Vatican diplomat Archbishop Paul Gallagher last week defended what he described as Pope Francis’ “strong and courageous” push for peace in Ukraine in the face of criticism from some who have said the Holy Father should take a harder line against Russia as the aggressor in the conflict. Source: National Catholic Register.
Speaking in Rome at a presentation of the newly released Ukrainian Lessons, published by the geopolitical magazine Limes, the Vatican Secretary for Relations with States acknowledged that many Ukrainians have experienced “profound disappointment” at the Holy Father’s statements on Ukraine, L’Osservatore Romano reported.
“What moves the Holy Father is nothing but the will to make dialogue and peace possible,” Archbishop Gallagher said, “inspired by the principle that ‘the Church must not use the language of politics, but the language of Jesus’.”
Francis has often raised the issue of the war, calling it a “negation of God’s dream” and lamenting “the sacrifice of human lives, the suffering of the population, the indiscriminate destruction of civilian structures”.

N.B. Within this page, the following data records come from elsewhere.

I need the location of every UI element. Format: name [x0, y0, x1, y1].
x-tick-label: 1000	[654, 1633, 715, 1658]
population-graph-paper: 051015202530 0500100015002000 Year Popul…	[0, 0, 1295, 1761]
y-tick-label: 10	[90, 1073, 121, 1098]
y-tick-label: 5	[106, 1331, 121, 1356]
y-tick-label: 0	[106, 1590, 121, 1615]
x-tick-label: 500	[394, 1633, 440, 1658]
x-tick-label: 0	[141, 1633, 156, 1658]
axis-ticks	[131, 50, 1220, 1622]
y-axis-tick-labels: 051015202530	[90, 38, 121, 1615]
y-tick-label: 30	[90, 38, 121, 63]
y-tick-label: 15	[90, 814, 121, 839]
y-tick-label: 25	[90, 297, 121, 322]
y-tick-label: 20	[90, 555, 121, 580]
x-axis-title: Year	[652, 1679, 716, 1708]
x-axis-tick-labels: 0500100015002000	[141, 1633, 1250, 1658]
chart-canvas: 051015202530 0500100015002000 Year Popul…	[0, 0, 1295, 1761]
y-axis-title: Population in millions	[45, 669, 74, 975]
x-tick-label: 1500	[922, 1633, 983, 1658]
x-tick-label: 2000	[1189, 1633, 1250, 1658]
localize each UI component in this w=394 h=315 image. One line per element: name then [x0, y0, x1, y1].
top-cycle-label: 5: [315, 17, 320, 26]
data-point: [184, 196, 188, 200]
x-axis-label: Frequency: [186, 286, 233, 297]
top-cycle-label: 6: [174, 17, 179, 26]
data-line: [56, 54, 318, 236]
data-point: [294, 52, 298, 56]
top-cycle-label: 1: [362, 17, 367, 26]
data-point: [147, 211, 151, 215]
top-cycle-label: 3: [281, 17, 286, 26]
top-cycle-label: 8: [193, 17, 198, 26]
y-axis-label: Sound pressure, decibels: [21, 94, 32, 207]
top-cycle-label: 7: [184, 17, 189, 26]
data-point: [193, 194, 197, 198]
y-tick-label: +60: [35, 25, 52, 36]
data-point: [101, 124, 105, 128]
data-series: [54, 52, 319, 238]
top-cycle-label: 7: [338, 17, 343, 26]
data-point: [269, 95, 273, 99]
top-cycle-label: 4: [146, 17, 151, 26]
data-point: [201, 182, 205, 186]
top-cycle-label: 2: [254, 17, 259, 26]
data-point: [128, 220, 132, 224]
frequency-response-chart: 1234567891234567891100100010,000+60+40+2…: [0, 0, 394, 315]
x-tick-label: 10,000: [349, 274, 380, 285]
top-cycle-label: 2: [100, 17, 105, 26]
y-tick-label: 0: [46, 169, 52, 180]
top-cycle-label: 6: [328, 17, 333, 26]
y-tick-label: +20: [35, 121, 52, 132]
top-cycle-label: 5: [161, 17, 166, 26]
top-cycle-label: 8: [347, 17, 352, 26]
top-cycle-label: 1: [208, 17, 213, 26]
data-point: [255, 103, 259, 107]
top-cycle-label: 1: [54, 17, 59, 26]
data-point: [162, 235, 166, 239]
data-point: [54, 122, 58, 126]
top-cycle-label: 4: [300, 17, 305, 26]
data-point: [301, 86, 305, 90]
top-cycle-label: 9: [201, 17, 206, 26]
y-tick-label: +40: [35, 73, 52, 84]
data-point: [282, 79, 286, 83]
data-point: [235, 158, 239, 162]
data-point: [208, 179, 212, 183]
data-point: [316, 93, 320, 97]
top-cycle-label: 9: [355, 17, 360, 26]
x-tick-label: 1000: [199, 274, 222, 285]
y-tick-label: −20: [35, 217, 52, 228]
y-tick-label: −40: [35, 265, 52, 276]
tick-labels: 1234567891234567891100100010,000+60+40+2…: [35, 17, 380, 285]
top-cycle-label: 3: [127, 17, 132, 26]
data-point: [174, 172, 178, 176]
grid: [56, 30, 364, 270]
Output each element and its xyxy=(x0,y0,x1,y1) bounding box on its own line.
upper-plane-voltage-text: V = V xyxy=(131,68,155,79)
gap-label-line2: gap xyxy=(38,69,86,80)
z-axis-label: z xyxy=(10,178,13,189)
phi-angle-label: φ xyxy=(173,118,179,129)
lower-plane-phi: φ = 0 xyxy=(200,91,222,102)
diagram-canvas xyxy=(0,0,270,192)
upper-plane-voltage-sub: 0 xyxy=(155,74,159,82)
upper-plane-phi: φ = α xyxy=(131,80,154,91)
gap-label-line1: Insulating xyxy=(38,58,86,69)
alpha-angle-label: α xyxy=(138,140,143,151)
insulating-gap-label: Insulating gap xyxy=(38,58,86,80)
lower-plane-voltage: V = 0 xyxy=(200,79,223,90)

Quoting partly from Ukrainian Lessons, Archbishop Gallagher said that “interpreting [Pope Francis’ positions] as ‘acts of empty pacifism’ and ‘theatrical’ expressions of ‘pious desire’” is a misguided analysis of what the Pope believes.
Such a dismissal, Archbishop Gallagher said, “does not do justice to the vision and intentions of the Holy Father, who does not want to resign himself to the war and who stubbornly believes in peace, inviting everyone to be creative and courageous weavers and artisans of peace.”
The Pope “clearly said that he made the distinction between aggressor and attacked, with the incontestable certainty that the whole world knows well which is which,” Archbishop Gallagher argued.
FULL STORY
Vatican Diplomat: Pope Francis ‘Stubbornly Believes in Peace’ (By Daniel Payne, National Catholic Register)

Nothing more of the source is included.